UCAS postcode service aims to overcome social bias

October 22, 1999

Universities will be able to tell whether they are inadvertently discriminating against students from under-represented groups by using a service launched by the Universities and Colleges Admissions Service next week, writes Alison Goddard.

The internet-based service will reveal how many students from under represented groups apply to an institution, how many receive offers and how many enrol.

Vice-chancellors had previously complained that they did not have access to the postcode analysis the funding councils use to allocate to institutions a 5 per cent premium for each student recruited from

an under-represented (below national average) group. The funding council analysis describes the population as coming from one of 40 postcode types. If a student is recruited from a type under-represented in higher education, the institution receives a bonus.
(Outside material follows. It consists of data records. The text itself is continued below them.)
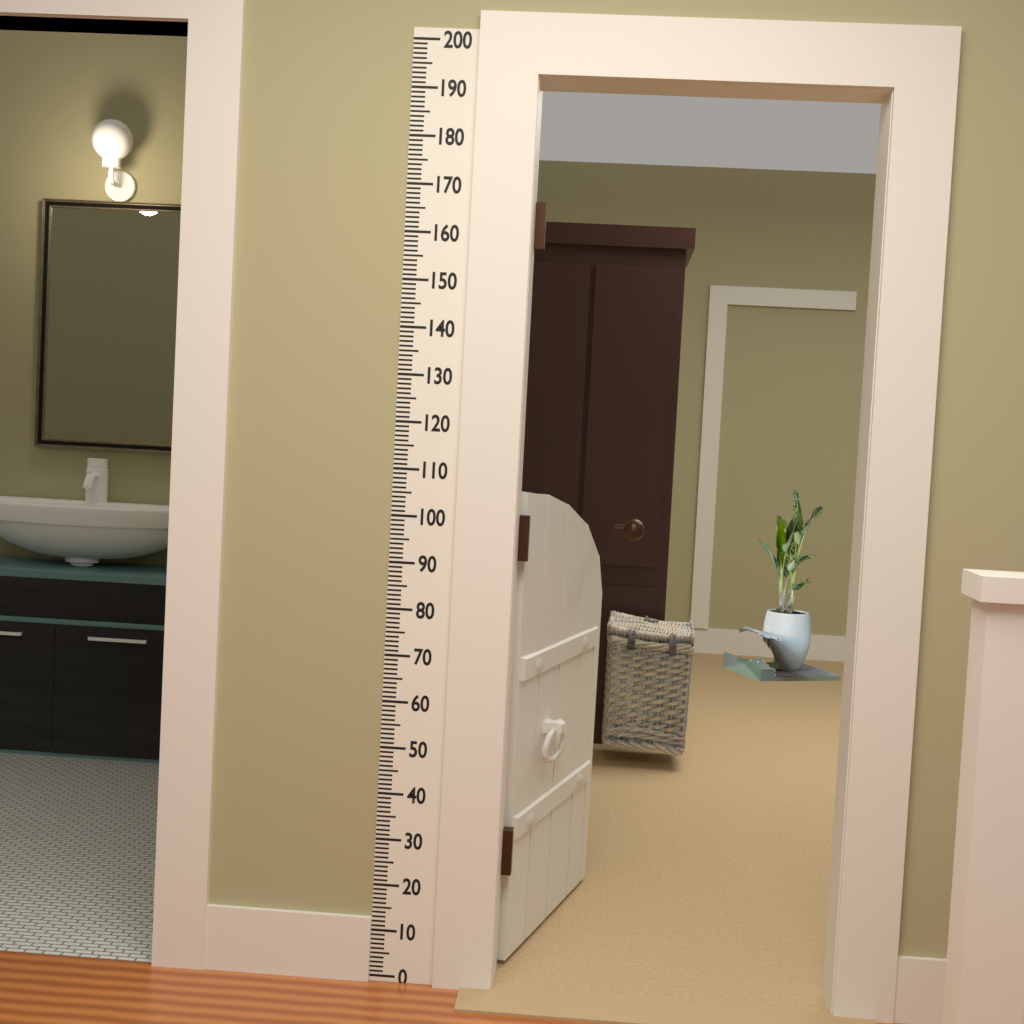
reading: 106 (no unit)
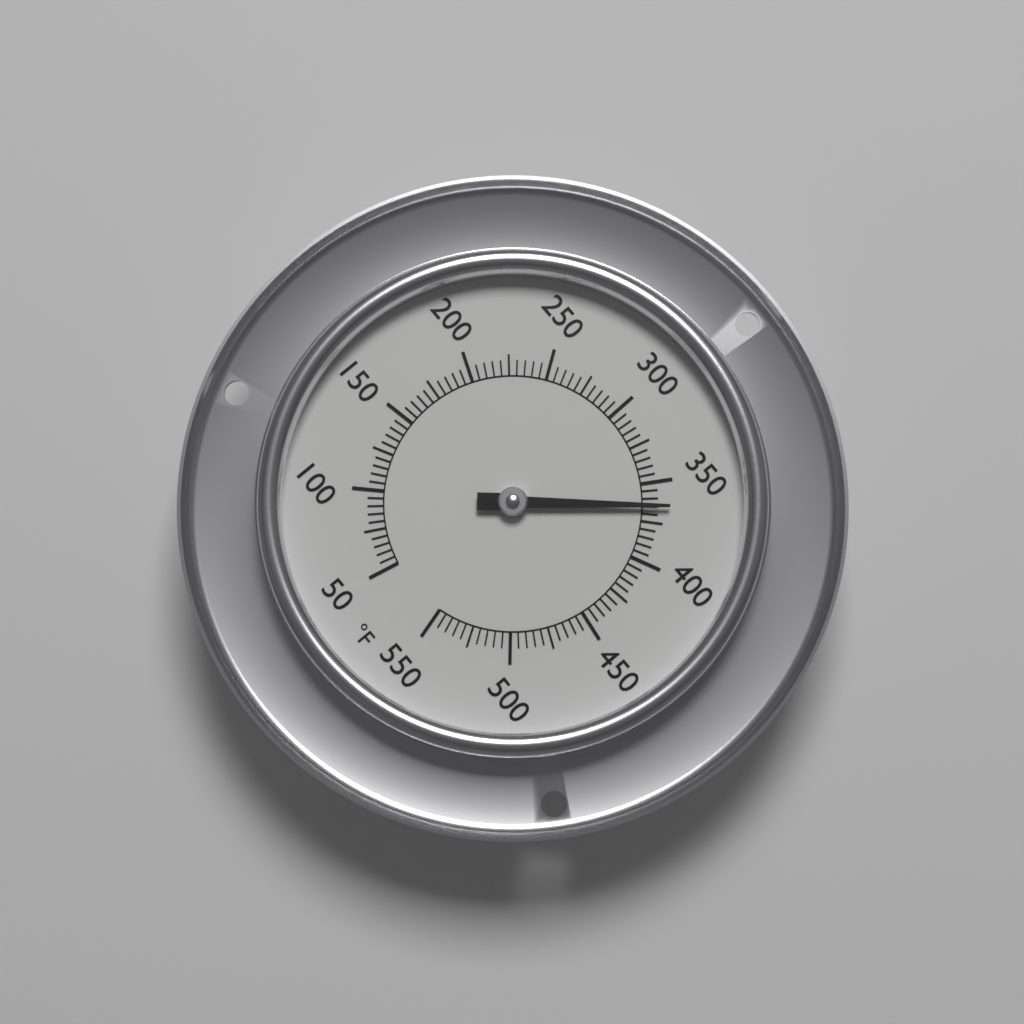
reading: 365 °F
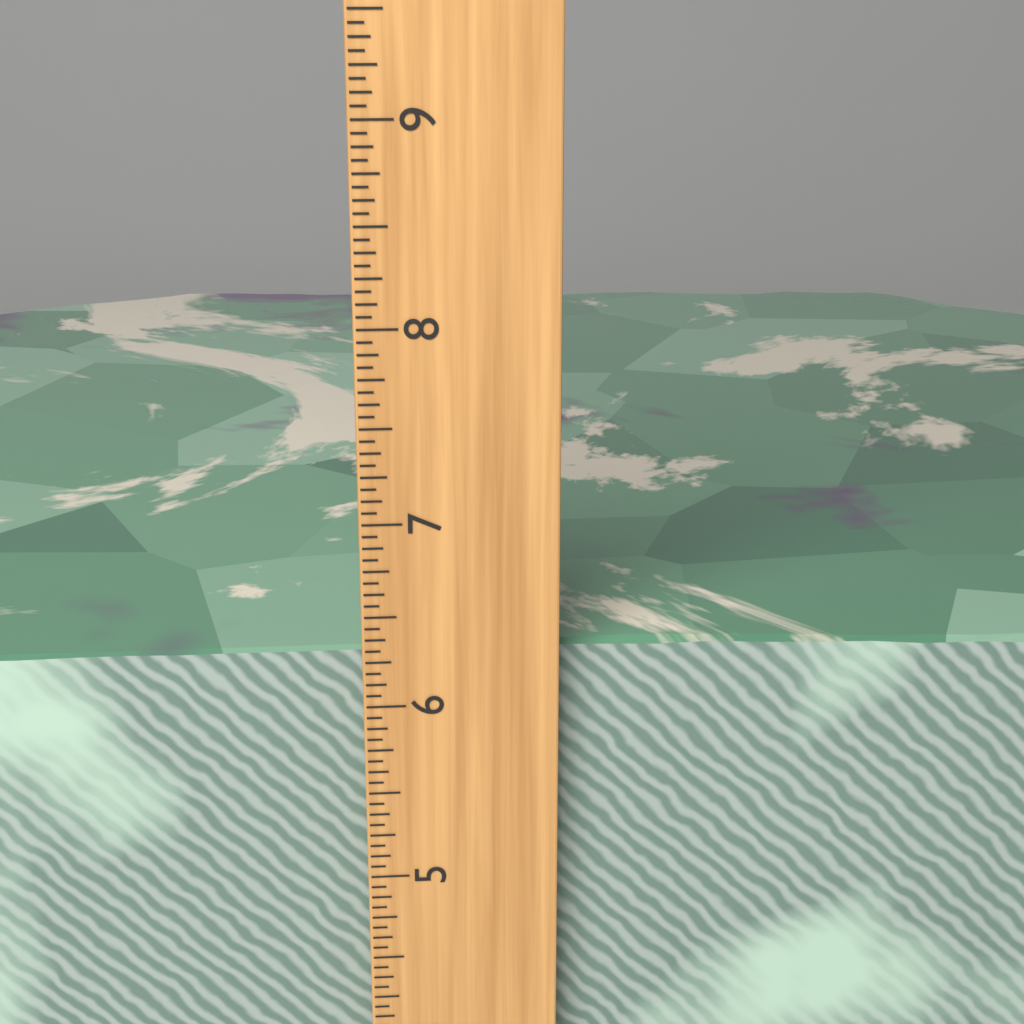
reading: 6.2500 inch
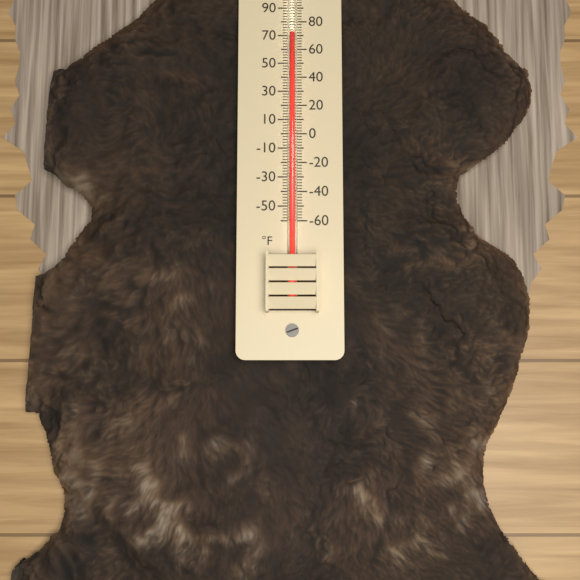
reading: 70 °F
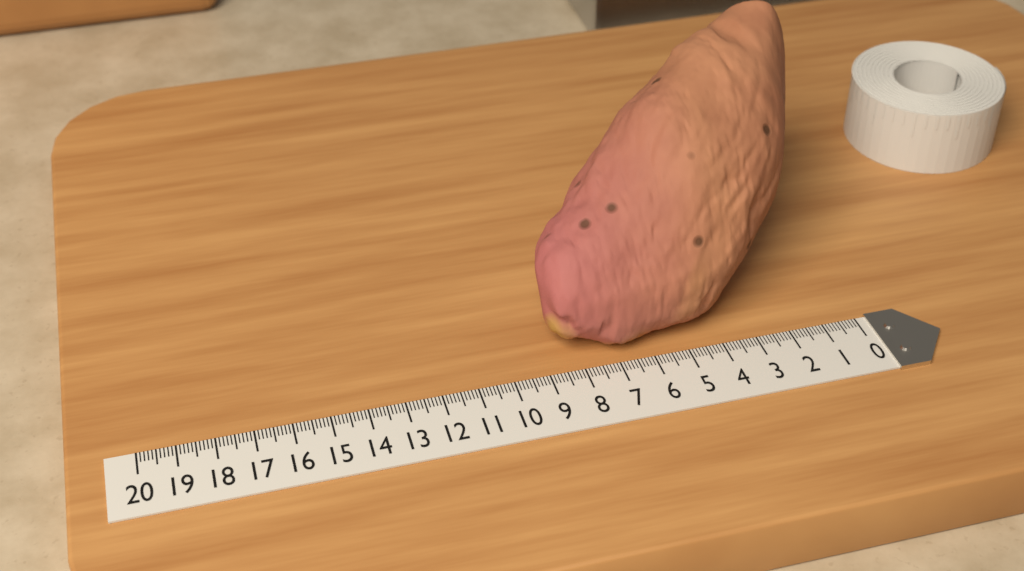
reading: 8.9 (no unit)
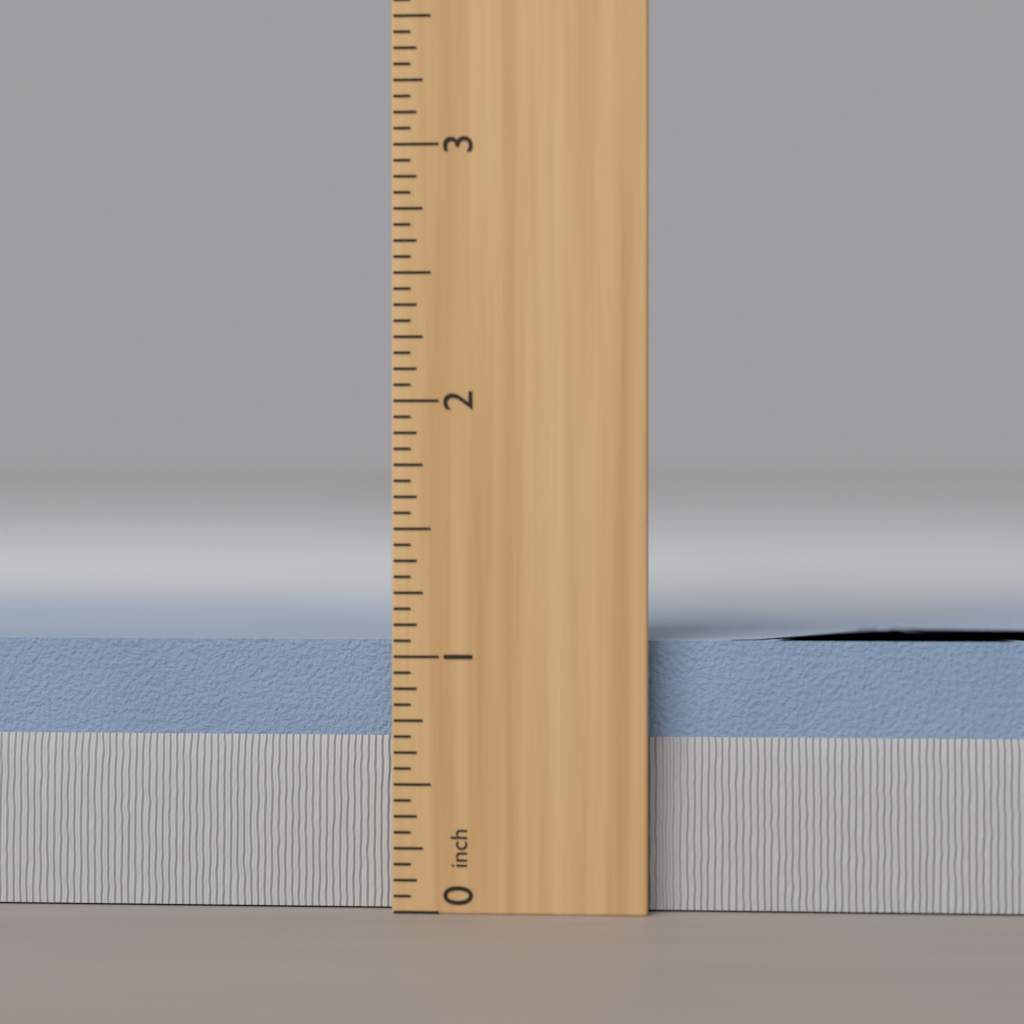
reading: 1.0625 inch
According to UCAS, the service will enable universities to break down applications to the extent that particular housing estates, parts of inner cities or less accessible rural areas could be targeted. Universities could work with specific local schools and careers offices to increase the number of local people applying to enter higher education.

"Despite the expansion of recent years, people from lower socio-economic groups are still woefully under-represented in higher education. The universities and colleges want to tackle that problem, and UCAS can now give them the tools to do that job," said Tony Higgins, chief executive of UCAS.

"The forecasting and planning service can pick out exactly which areas of towns and cities are sending people to a particular university or college, compared with its rivals.

"It will show the institution where to focus its recruitment work, with a view to long-term social change in its student population," he added.